Seventeen
Chase was in the shower when the gate’s call button rang. Miriam sent a glance up the staircase and dashed for the door, wondering if she should answer it. Who was up here in the middle of a blizzard?
She depressed the button labeled Speaker and hoped that was the right one. “Yes?”
“Good morning, ma’am. My partner and I are plowing driveways and I noticed yours needs clearing,” came a slightly southern accent. She backed away from the box and studied the video screen. The black-and-white picture showed a man in the cab of a pickup truck, a woman in a scarf and ballcap in the seat next to him. His face was pleasant, his goatee neatly trimmed. Young. She guessed him a twentysomething. She had a soft spot for hardworking twentysomethings. “The main road’s done,” he said with a glance in his rearview mirror. “We can have you cleared in thirty minutes tops.”
She remembered her own climb up the driveway. His must’ve been treacherous.
“How’d you climb the hill to the gate?”
A slightly chagrined smile decorated his handsome features. “Cleared free of charge, ma’am. We’re taking the chance you’ll hire us to finish.”
Well. She couldn’t say no to that. She’d planned on giving Chase her friend Rodney’s number to call about removing the snow, but these two were already here. Who knew if Rodney was even available? She couldn’t turn away budding entrepreneurs.
After a brief discussion of price, she agreed and buzzed them in. Feeling proud for handling it by herself, she called upstairs. “Snowplow guy’s here!”
It was a safe guess that her voice hadn’t carried all the way to his bedroom. This house was enormous. He needed one of those damn speaker boxes for each floor.
She made a fresh pot of coffee, intending to take some out to the two working in the driveway, but a knock at the door interrupted her task.
“That was fast,” she said to herself, encountering Chase at the bottom of the stairs.
“What was fast?” His hair was damp, and he was dressed in a sweater and jeans. He looked so good she was struck dumb for a beat. “Did I hear a knock?”
“Lucky for you, I was here to answer your gate. We are being shoveled out as we speak.” She climbed to her toes, taking a handful of his cable-knit sweater and kissing his firm mouth. Mmm. He always smelled good. “I negotiated a fair price.”
She walked for the front door, Chase on her heels. “How’d he get to the gate?”
“Don’t be alarmed, Mr. Mayor, I asked that, too. He cleared it in the hopes we’d say yes to his offer.”
“Mimi, wait.”
But she’d already yanked open the door. There she found the pair of entrepreneurs, the goateed guy holding a video camera and the blonde aiming her cell phone. The sound of electronic shutter snaps told her that the other woman was taking pictures. Questions from both of them came flying at her.
“Miriam Andrix, is it true that you and Chase Ferguson are rekindling your romance?”
“How do you plan to make it work being on opposite sides of the oil debate?”
“Mr. Mayor, are you planning on moving to Bigfork permanently or will Miriam be relocating to Dallas?”
Chase grabbed Miriam’s arm, tugging her roughly behind him. To the pair spouting questions, he growled, “Get the hell off my property or I’m calling the authorities.”
The snowplowers-slash-reporters...or whatever they were made one last attempt, shouting, “Chase, are you and Miriam in love? Will you be planning a wedding here in Montana?” before Chase shut the door with a slam. Snow swirled in from the porch and gathered in the entrance. He turned and melted Mimi’s skin off with a laser-hot glare.
“I didn’t know...” she started, but her voice trailed off.
“I know.”
He pulled his phone from his pocket and opened the door, shutting himself outside. She listened at the door as more machine-gun-fire questions sliced the air, but one voice was louder than the others—Chase’s. He was addressing someone on the phone, the police if Miriam had to guess, and saying that two unwanted guests had trespassed on his property. She watched out the window as the fakers scampered to the truck and backed down the driveway.
Chase came back inside, his damp hair dusted with snow that had frozen into icicles. He punched the Gate Closed button.
“What was that?” she asked. That insanity had happened right in front of her, yet she still couldn’t make sense of it.
“That,”he said as he pocketed his phone, “was your official welcome to my opponent’s political campaign.”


(Task to carry out) Below are entries; work out how many of their lines hold "materiāli", giving only that number.

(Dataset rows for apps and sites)
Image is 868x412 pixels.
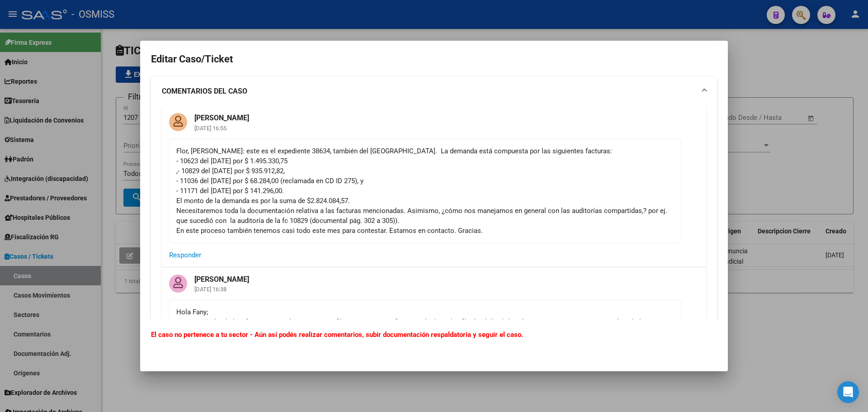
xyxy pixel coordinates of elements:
h2: Editar Caso/Ticket [151,51,717,68]
mat-card-subtitle: [DATE] 16:55 [187,125,256,131]
mat-expansion-panel-header: COMENTARIOS DEL CASO [151,77,717,106]
b: El caso no pertenece a tu sector - Aún así podés realizar comentarios, subir documentación respal... [151,331,524,339]
strong: COMENTARIOS DEL CASO [162,86,248,97]
div: Hola Fany; Estoy recopilando la informacion y ademas envie a afiliaciones para verificar estado d... [176,307,674,337]
button: Responder [169,247,202,264]
span: Responder [169,251,202,260]
mat-card-title: [PERSON_NAME] [187,106,256,123]
mat-card-title: [PERSON_NAME] [187,268,256,285]
div: Flor, [PERSON_NAME]: este es el expediente 38634, también del [GEOGRAPHIC_DATA]. La demanda está ... [176,146,674,236]
div: Open Intercom Messenger [838,382,859,403]
mat-card-subtitle: [DATE] 16:38 [187,287,256,292]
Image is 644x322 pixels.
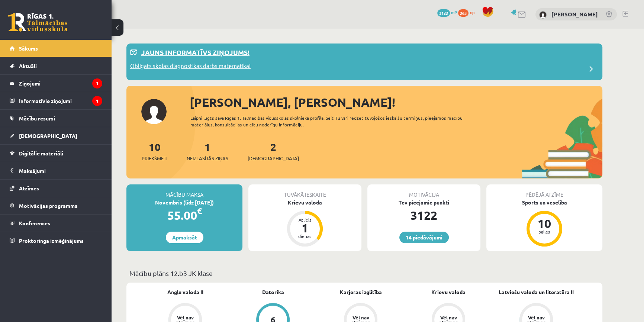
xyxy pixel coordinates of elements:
a: Mācību resursi [9,110,102,127]
span: Proktoringa izmēģinājums [19,237,83,243]
div: Laipni lūgts savā Rīgas 1. Tālmācības vidusskolas skolnieka profilā. Šeit Tu vari redzēt tuvojošo... [191,115,476,128]
span: 3122 [437,9,451,17]
div: [PERSON_NAME], [PERSON_NAME]! [190,93,602,111]
a: 263 xp [458,9,478,15]
a: [PERSON_NAME] [552,10,598,18]
i: 1 [92,79,102,88]
p: Jauns informatīvs ziņojums! [141,47,249,57]
span: Aktuāli [19,63,37,69]
span: mP [451,9,457,15]
a: Aktuāli [9,57,102,74]
a: Angļu valoda II [167,288,204,295]
span: 263 [458,9,469,17]
a: Latviešu valoda un literatūra II [499,288,574,295]
a: 1Neizlasītās ziņas [187,140,229,162]
span: Konferences [19,220,50,226]
a: Karjeras izglītība [340,288,382,295]
a: 10Priekšmeti [141,140,167,162]
div: 3122 [367,206,481,224]
a: Sports un veselība 10 balles [487,198,602,247]
div: Atlicis [294,217,316,222]
img: Roberts Šmelds [540,11,547,19]
div: Krievu valoda [248,198,361,206]
a: Proktoringa izmēģinājums [9,232,102,249]
p: Mācību plāns 12.b3 JK klase [129,268,599,277]
div: Tev pieejamie punkti [367,198,481,206]
p: Obligāts skolas diagnostikas darbs matemātikā! [130,62,250,72]
legend: Maksājumi [19,162,102,179]
div: Pēdējā atzīme [487,185,602,198]
a: [DEMOGRAPHIC_DATA] [9,127,102,144]
span: [DEMOGRAPHIC_DATA] [19,133,78,139]
div: 55.00 [126,206,243,224]
a: 2[DEMOGRAPHIC_DATA] [248,140,299,162]
div: 1 [294,222,316,234]
span: Neizlasītās ziņas [187,154,229,162]
span: Sākums [19,45,38,52]
div: Mācību maksa [126,185,243,198]
a: Konferences [9,214,102,231]
a: Apmaksāt [166,231,204,242]
a: Informatīvie ziņojumi1 [9,92,102,109]
span: Digitālie materiāli [19,150,64,156]
span: Atzīmes [19,185,39,191]
div: Tuvākā ieskaite [248,185,361,198]
legend: Informatīvie ziņojumi [19,92,102,109]
a: Motivācijas programma [9,197,102,214]
span: Mācību resursi [19,115,55,121]
span: Motivācijas programma [19,202,78,208]
div: Novembris (līdz [DATE]) [126,198,243,206]
i: 1 [92,96,102,106]
a: 3122 mP [437,9,457,15]
a: Sākums [9,40,102,57]
a: Krievu valoda [432,288,466,295]
span: € [197,206,202,216]
a: Rīgas 1. Tālmācības vidusskola [9,13,67,31]
a: Krievu valoda Atlicis 1 dienas [248,198,361,247]
a: Datorika [262,288,285,295]
legend: Ziņojumi [19,75,102,92]
a: 14 piedāvājumi [399,231,449,242]
div: balles [533,229,556,234]
div: 10 [533,217,556,229]
span: [DEMOGRAPHIC_DATA] [248,154,299,162]
span: xp [469,9,474,15]
span: Priekšmeti [141,154,167,162]
div: Sports un veselība [487,198,602,206]
a: Atzīmes [9,179,102,196]
a: Maksājumi [9,162,102,179]
a: Ziņojumi1 [9,75,102,92]
div: dienas [294,234,316,238]
a: Digitālie materiāli [9,145,102,162]
a: Jauns informatīvs ziņojums! Obligāts skolas diagnostikas darbs matemātikā! [130,47,598,77]
div: Motivācija [367,185,481,198]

(Exercise answer) 2